Recently I have been using RStudio’s dplyr package more and more. I started using the package mostly because of the convience of having all the manipulations I want to use on the data set all in one place. I had also started to use the “pipes” with the ggvis package so I also like the was the code looked as well. Frankly I have gotten a lot addicted to writting pipped code. Anyway I start to notice the dplyr really plowed through the work much faster than using the base R functions. I have been told this is because dplyr leverages data.table and other speed up approaches. So I thought I would test it out and see what the difference really is. I have a new Mac powerbook so all my results are off of that. I also use the hflights data set that used for the examples of the dplyr data set.
First I need to require the dplyr and hflights packages.
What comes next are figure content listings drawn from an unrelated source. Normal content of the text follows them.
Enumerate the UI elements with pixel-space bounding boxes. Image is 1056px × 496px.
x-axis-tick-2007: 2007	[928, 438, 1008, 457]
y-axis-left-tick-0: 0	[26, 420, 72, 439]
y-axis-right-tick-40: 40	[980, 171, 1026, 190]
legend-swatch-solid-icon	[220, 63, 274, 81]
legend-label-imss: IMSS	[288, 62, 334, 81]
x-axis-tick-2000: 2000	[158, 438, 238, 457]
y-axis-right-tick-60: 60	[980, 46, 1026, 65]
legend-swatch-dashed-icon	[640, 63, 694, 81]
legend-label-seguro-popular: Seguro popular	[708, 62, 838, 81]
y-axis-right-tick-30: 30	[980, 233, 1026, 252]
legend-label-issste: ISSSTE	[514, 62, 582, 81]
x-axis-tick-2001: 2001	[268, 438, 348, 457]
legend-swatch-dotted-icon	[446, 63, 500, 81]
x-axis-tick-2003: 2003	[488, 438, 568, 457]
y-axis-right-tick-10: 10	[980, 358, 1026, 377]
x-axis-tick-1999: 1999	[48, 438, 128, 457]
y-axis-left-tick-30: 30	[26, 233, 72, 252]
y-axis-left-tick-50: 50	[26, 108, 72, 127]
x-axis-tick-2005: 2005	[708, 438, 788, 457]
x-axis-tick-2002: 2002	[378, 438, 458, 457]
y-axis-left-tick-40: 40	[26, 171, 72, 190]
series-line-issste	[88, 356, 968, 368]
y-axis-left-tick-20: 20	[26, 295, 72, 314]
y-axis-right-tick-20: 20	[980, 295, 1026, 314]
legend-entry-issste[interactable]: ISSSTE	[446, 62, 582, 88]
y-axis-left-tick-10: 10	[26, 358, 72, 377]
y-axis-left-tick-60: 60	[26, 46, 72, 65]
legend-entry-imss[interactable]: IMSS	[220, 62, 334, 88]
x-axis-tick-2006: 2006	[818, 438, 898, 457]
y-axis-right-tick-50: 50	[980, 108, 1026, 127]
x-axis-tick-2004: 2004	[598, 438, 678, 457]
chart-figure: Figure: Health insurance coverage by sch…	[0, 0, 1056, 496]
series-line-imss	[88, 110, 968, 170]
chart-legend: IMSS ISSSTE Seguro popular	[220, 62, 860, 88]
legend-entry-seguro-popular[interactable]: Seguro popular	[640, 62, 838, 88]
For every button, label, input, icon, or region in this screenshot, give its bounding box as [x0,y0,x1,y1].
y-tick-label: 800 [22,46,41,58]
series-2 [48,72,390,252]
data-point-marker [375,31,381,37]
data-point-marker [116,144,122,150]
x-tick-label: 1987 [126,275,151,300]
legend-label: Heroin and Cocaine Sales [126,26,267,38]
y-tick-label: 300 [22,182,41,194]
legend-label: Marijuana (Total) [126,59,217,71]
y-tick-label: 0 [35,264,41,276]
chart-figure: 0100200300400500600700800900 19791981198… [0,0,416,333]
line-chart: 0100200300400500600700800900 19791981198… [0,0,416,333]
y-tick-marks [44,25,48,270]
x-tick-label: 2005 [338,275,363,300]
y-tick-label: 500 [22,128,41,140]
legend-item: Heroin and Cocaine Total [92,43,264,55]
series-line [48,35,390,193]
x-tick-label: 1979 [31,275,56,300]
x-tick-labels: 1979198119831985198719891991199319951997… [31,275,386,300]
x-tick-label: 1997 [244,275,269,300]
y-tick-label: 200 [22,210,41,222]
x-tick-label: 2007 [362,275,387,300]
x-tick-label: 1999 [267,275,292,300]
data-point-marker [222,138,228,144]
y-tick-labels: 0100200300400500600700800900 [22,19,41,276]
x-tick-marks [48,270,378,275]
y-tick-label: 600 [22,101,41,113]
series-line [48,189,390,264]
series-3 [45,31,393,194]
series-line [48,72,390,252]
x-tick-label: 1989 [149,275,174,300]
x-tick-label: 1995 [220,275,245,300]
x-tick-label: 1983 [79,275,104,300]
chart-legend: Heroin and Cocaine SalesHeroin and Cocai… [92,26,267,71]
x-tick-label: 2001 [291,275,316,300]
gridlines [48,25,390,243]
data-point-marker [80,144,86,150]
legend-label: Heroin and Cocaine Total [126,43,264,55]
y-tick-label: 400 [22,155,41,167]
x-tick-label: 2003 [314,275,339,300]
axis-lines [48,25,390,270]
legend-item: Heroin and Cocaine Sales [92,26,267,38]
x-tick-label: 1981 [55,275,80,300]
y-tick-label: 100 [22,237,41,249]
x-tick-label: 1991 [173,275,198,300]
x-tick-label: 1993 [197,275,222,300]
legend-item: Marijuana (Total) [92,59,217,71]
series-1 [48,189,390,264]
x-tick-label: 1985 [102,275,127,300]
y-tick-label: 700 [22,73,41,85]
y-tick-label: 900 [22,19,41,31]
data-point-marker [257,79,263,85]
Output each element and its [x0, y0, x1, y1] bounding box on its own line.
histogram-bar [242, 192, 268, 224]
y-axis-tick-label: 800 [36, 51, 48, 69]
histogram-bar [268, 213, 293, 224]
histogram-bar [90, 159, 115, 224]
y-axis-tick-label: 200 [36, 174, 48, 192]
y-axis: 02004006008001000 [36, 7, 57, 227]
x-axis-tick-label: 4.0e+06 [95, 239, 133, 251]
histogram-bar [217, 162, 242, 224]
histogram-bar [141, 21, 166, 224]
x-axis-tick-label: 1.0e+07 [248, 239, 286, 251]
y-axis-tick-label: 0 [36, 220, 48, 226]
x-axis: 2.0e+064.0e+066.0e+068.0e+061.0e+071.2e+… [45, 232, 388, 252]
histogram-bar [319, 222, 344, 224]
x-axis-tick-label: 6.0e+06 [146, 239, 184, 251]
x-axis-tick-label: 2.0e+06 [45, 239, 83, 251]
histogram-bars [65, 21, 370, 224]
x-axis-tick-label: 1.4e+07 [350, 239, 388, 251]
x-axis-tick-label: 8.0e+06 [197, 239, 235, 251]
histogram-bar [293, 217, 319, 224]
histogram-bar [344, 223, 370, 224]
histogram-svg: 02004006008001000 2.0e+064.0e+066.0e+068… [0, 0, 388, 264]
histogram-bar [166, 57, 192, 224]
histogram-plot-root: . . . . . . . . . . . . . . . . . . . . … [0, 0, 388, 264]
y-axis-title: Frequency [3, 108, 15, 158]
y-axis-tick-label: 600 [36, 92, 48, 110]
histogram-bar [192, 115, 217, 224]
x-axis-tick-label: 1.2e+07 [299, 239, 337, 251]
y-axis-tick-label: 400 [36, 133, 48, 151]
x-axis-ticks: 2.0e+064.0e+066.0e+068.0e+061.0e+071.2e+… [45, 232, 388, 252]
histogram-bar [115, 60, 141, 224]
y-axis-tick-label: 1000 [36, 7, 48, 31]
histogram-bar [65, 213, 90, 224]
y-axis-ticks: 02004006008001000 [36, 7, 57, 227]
The hflights data set is reasonably large.
First I need to require the dplyr and hflights packages. The hflights data set is reasonably large.
require(dplyr)
## Loading required package: dplyr
##
## Attaching package: 'dplyr'
##
## The following objects are masked from 'package:stats':
##
## filter, lag
##
## The following objects are masked from 'package:base':
##
## intersect, setdiff, setequal, union
require(hflights)
## Loading required package: hflights
dim(hflights)
## [1] 227496 21
The command subset() is similar to filter() in dplyr. So lets compare their performanceptm1<-proc.time()
a<-subset(hflights, Distance>1500)
ptm1<-proc.time()-ptm1
ptm2<-proc.time()
b<-hflights %>%
filter(Distance>1500)
ptm2<-proc.time() -ptm2
print(ptm1)
## user system elapsed
## 0.023 0.007 0.030
print(ptm2)
## user system elapsed
## 0.009 0.001 0.011
That is roughly a three fold decrease in total time!